Piece it all together, spin up a “roadmap”, click and drag on excel and on the other side pops out an investment case for a potential 20 bagger.

There couldn’t be a better recipe for a bubble. And just like with the Metaverse – if there’s a bubble in stocks, there’s a mega-bubble in crypto.

The Soros Line

Cynical as we may sound, we’re actually not – long-time readers would recognise how despite all our cynicism around crypto (and our long-standing view that 99% of tokens that currently exist are worth zero, even if they may not trade at zero), we are constantly on the lookout for new developments in the space, eagerly awaiting the day it finds proper product-market fit.

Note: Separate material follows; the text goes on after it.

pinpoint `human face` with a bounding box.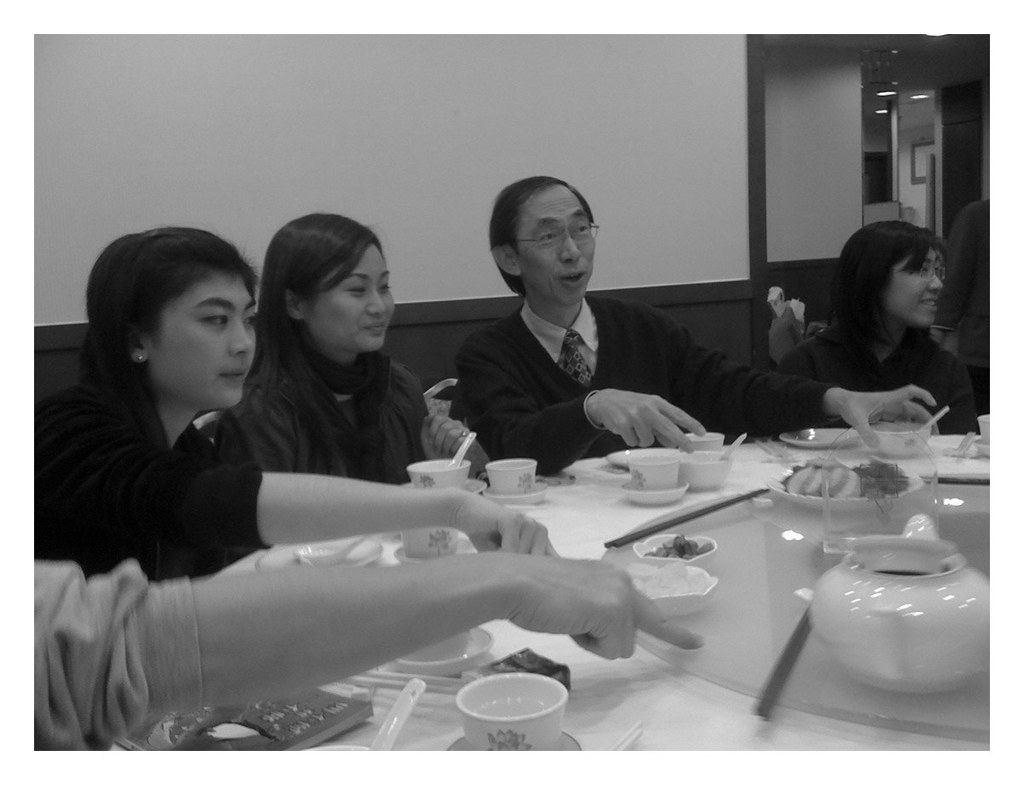
locate(505, 180, 596, 311).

The same can be said of our views of the Metaverse and of Artificial Intelligence. They may not work at the first attempt, or even the second, or third, but sometime in the future they will.

But as we’ve said above, and will continue to insist, the fundamental reality doesn’t need to line up with the market.

Things are never truly black and white, and they come in a spectrum: on the AI front, there are businesses with applications that have been literally battle tested, albeit lacking in the sexy personal touch – some are listed, like Palantir and C3.ai, even if trying to analyse them has historically proven to be pretty much a black box, coming with the territory of US government contracts.

These aren’t limited to US names – Chinese companies like iFlytek, Sensetime and even Baidu have been building on AI for years now. Their narratives have been around for years, but no one really bothered until the zeitgeist caught up. Now could be their time to shine – certainly at the minimum for their stock prices.

And then there are the heroes that capture the public imagination, like OpenAI, providing the skeleton around which the entire story can develop. Private or public alike, they are the protagonists of our story.

And then there are the challengers: some may have valid technologies that simply need more work, some are trading up just because somewhere in their name, URL or website text it says “AI”. Chances are they’re very early stage – maybe they come good in the end, maybe they’re just vapourware, who knows.

But it is in this last group that the bubbling is going to be most pronounced.

This much is clear, though: the number of people calling this a bubble and deciding to stay out suggests that this bubble could well have some way to go.

Where one decides to apply the principle of that famous Soros quote regarding bubbles is then simply a function of risk appetite.